With undiminished respect, I am your Excellency's most obedient humble servant,


WM. RAY.


It is learned from brigade orders sent to Major Ransom Noble July 4, 1812, that the final rendezvous of the troops was at Willsboro.


And so the Second War with England, commonly referred to as the War of 1812, began in Northern New York. Word passed from house to house throughout Elizabeth- town : "War is declared! The Governor has ordered out the militia !" The answering thought in almost every heart was "Indians !" From this terror the people of this region were never freed until after the War of 1812, in which the savages were employed by the British in many engagements. Gov.
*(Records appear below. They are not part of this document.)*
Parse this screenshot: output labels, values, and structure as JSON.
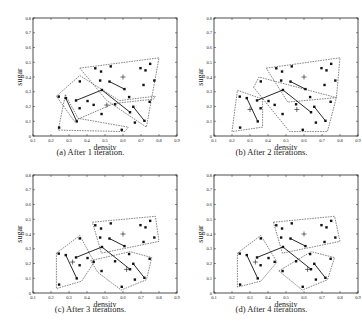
{
  "chart_data": [
    {
      "type": "scatter",
      "title": "After 1 iteration.",
      "caption": "(a) After 1 iteration.",
      "xlabel": "density",
      "ylabel": "sugar",
      "xlim": [
        0.1,
        0.9
      ],
      "ylim": [
        0,
        0.8
      ],
      "xticks": [
        "0.1",
        "0.2",
        "0.3",
        "0.4",
        "0.5",
        "0.6",
        "0.7",
        "0.8",
        "0.9"
      ],
      "yticks": [
        "0",
        "0.1",
        "0.2",
        "0.3",
        "0.4",
        "0.5",
        "0.6",
        "0.7",
        "0.8"
      ],
      "centroids": [
        [
          0.6,
          0.4
        ],
        [
          0.51,
          0.21
        ]
      ],
      "regions": [
        [
          [
            0.36,
            0.46
          ],
          [
            0.8,
            0.53
          ],
          [
            0.73,
            0.06
          ],
          [
            0.51,
            0.24
          ]
        ],
        [
          [
            0.23,
            0.27
          ],
          [
            0.36,
            0.41
          ],
          [
            0.58,
            0.24
          ],
          [
            0.78,
            0.27
          ],
          [
            0.77,
            0.25
          ],
          [
            0.55,
            0.22
          ],
          [
            0.36,
            0.12
          ],
          [
            0.33,
            0.1
          ]
        ],
        [
          [
            0.28,
            0.28
          ],
          [
            0.35,
            0.12
          ],
          [
            0.63,
            0.06
          ],
          [
            0.61,
            0.03
          ],
          [
            0.24,
            0.04
          ]
        ]
      ]
    },
    {
      "type": "scatter",
      "title": "After 2 iterations.",
      "caption": "(b) After 2 iterations.",
      "xlabel": "density",
      "ylabel": "sugar",
      "xlim": [
        0.1,
        0.9
      ],
      "ylim": [
        0,
        0.8
      ],
      "xticks": [
        "0.1",
        "0.2",
        "0.3",
        "0.4",
        "0.5",
        "0.6",
        "0.7",
        "0.8",
        "0.9"
      ],
      "yticks": [
        "0",
        "0.1",
        "0.2",
        "0.3",
        "0.4",
        "0.5",
        "0.6",
        "0.7",
        "0.8"
      ],
      "centroids": [
        [
          0.6,
          0.4
        ],
        [
          0.56,
          0.18
        ],
        [
          0.3,
          0.18
        ]
      ],
      "regions": [
        [
          [
            0.39,
            0.46
          ],
          [
            0.8,
            0.53
          ],
          [
            0.78,
            0.26
          ],
          [
            0.51,
            0.23
          ]
        ],
        [
          [
            0.32,
            0.33
          ],
          [
            0.35,
            0.4
          ],
          [
            0.78,
            0.26
          ],
          [
            0.73,
            0.03
          ],
          [
            0.52,
            0.03
          ]
        ],
        [
          [
            0.2,
            0.03
          ],
          [
            0.23,
            0.31
          ],
          [
            0.37,
            0.25
          ],
          [
            0.37,
            0.06
          ]
        ]
      ]
    },
    {
      "type": "scatter",
      "title": "After 3 iterations.",
      "caption": "(c) After 3 iterations.",
      "xlabel": "density",
      "ylabel": "sugar",
      "xlim": [
        0.1,
        0.9
      ],
      "ylim": [
        0,
        0.8
      ],
      "xticks": [
        "0.1",
        "0.2",
        "0.3",
        "0.4",
        "0.5",
        "0.6",
        "0.7",
        "0.8",
        "0.9"
      ],
      "yticks": [
        "0",
        "0.1",
        "0.2",
        "0.3",
        "0.4",
        "0.5",
        "0.6",
        "0.7",
        "0.8"
      ],
      "centroids": [
        [
          0.6,
          0.4
        ],
        [
          0.62,
          0.16
        ],
        [
          0.32,
          0.21
        ]
      ],
      "regions": [
        [
          [
            0.43,
            0.48
          ],
          [
            0.78,
            0.52
          ],
          [
            0.8,
            0.35
          ],
          [
            0.48,
            0.27
          ]
        ],
        [
          [
            0.42,
            0.22
          ],
          [
            0.64,
            0.28
          ],
          [
            0.76,
            0.24
          ],
          [
            0.73,
            0.09
          ],
          [
            0.59,
            0.02
          ],
          [
            0.46,
            0.14
          ]
        ],
        [
          [
            0.23,
            0.27
          ],
          [
            0.36,
            0.39
          ],
          [
            0.44,
            0.21
          ],
          [
            0.37,
            0.08
          ],
          [
            0.23,
            0.03
          ]
        ]
      ]
    },
    {
      "type": "scatter",
      "title": "After 4 iterations.",
      "caption": "(d) After 4 iterations.",
      "xlabel": "density",
      "ylabel": "sugar",
      "xlim": [
        0.1,
        0.9
      ],
      "ylim": [
        0,
        0.8
      ],
      "xticks": [
        "0.1",
        "0.2",
        "0.3",
        "0.4",
        "0.5",
        "0.6",
        "0.7",
        "0.8",
        "0.9"
      ],
      "yticks": [
        "0",
        "0.1",
        "0.2",
        "0.3",
        "0.4",
        "0.5",
        "0.6",
        "0.7",
        "0.8"
      ],
      "centroids": [
        [
          0.6,
          0.4
        ],
        [
          0.62,
          0.16
        ],
        [
          0.33,
          0.21
        ]
      ],
      "regions": [
        [
          [
            0.43,
            0.48
          ],
          [
            0.77,
            0.52
          ],
          [
            0.8,
            0.35
          ],
          [
            0.48,
            0.27
          ]
        ],
        [
          [
            0.46,
            0.15
          ],
          [
            0.64,
            0.28
          ],
          [
            0.77,
            0.24
          ],
          [
            0.73,
            0.09
          ],
          [
            0.59,
            0.02
          ]
        ],
        [
          [
            0.23,
            0.27
          ],
          [
            0.36,
            0.39
          ],
          [
            0.45,
            0.21
          ],
          [
            0.36,
            0.08
          ],
          [
            0.23,
            0.04
          ]
        ]
      ]
    }
  ],
  "points": [
    [
      0.697,
      0.46
    ],
    [
      0.774,
      0.376
    ],
    [
      0.634,
      0.264
    ],
    [
      0.608,
      0.318
    ],
    [
      0.556,
      0.215
    ],
    [
      0.403,
      0.237
    ],
    [
      0.481,
      0.149
    ],
    [
      0.437,
      0.211
    ],
    [
      0.666,
      0.091
    ],
    [
      0.243,
      0.267
    ],
    [
      0.245,
      0.057
    ],
    [
      0.343,
      0.099
    ],
    [
      0.639,
      0.161
    ],
    [
      0.657,
      0.198
    ],
    [
      0.36,
      0.37
    ],
    [
      0.593,
      0.042
    ],
    [
      0.719,
      0.103
    ],
    [
      0.359,
      0.188
    ],
    [
      0.339,
      0.241
    ],
    [
      0.282,
      0.257
    ],
    [
      0.748,
      0.232
    ],
    [
      0.714,
      0.346
    ],
    [
      0.483,
      0.312
    ],
    [
      0.478,
      0.437
    ],
    [
      0.525,
      0.369
    ],
    [
      0.751,
      0.489
    ],
    [
      0.532,
      0.472
    ],
    [
      0.473,
      0.376
    ],
    [
      0.725,
      0.445
    ],
    [
      0.446,
      0.459
    ]
  ],
  "segments": [
    [
      [
        0.525,
        0.369
      ],
      [
        0.608,
        0.318
      ]
    ],
    [
      [
        0.483,
        0.312
      ],
      [
        0.639,
        0.161
      ]
    ],
    [
      [
        0.657,
        0.198
      ],
      [
        0.719,
        0.103
      ]
    ],
    [
      [
        0.282,
        0.257
      ],
      [
        0.343,
        0.099
      ]
    ],
    [
      [
        0.339,
        0.241
      ],
      [
        0.483,
        0.312
      ]
    ]
  ]
}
Tompkins, in his dispatches ordering the militia of Northern New York to the front, said: "I trust that when you reflect upon the indispensable nature of the service upon which the detachment is destined, the protection of our frontier breth- ren, their wives and children, from massacre by savages, you and every other officer and good citizen will join heart and hand in forwarding the execution of this requisition."


Just a week after Independence Day, 1812, Brigadier Gen- eral Daniel Wright's quill pen wrote his first report to the Commander in Chief, which read as follows :


Elizabethtown, July 11, 1812.


Sir : I received your Excellency's order of the 27th of June on the 5th inst., directing me to direct the militia de- tached from the Essex regiments to march to Plattsburgh.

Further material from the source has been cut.